The Subjective Landscape: Works by Alfred Guzzetti
Posted by | Conversations at the Edge | Posted on | April 1, 2004
Thursday, April 1, 2004, 8pm
Alfred Guzzetti in person!
From Shanghai to Calcutta to his own backyard, the cinema of Alfred Guzzetti finds the exotic in the commonplace and a meditative beauty in the ever-changing modern landscape. Well known as a co-director of feature length documentaries, including Pictures From a Revolution and Family Portrait Sittings, Guzzetti has also created powerful short-format works, as featured in this program. The calming single-take Sky Piece (1978) is glaringly offset by the assaulting rhythms of The Tower of Industrial Life (2000), where the unconscious fear of distant violence intrudes upon the landscape of daily experience. Images of China, rain and lightning combine in the Under the Rain (1997) while A Tropical Story (1999), “gives a lesson on thinking of something while being far away from it and seeing other things entirely.”

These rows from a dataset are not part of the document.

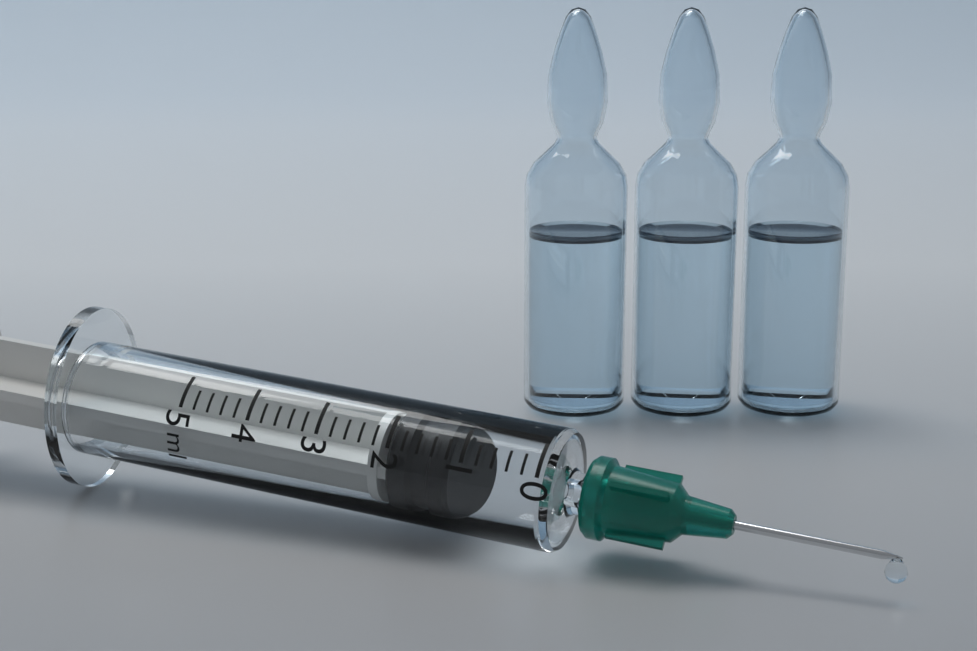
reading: 1.2 ml
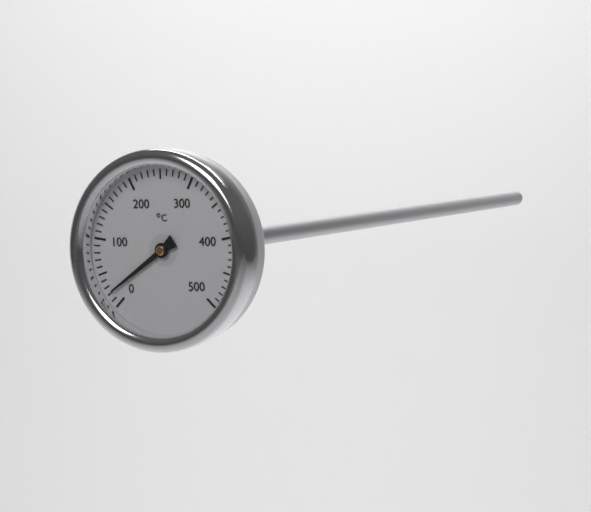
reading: 20 °C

A landscape of trees changes subtly over time in Chronological Order (1985), while a threatening storm, a bicyclist, and the moon in the trees create a quiet drama in Down From the Mountains (2002). The news of the day permeates a ten-minute slide of an Indian street corner in Calcutta Intersection (2003). Also showing, a work in progress, History of the Sea (Charissa King). 1978—2004, Alfred Guzzetti, USA, ca. 82 min, various formats.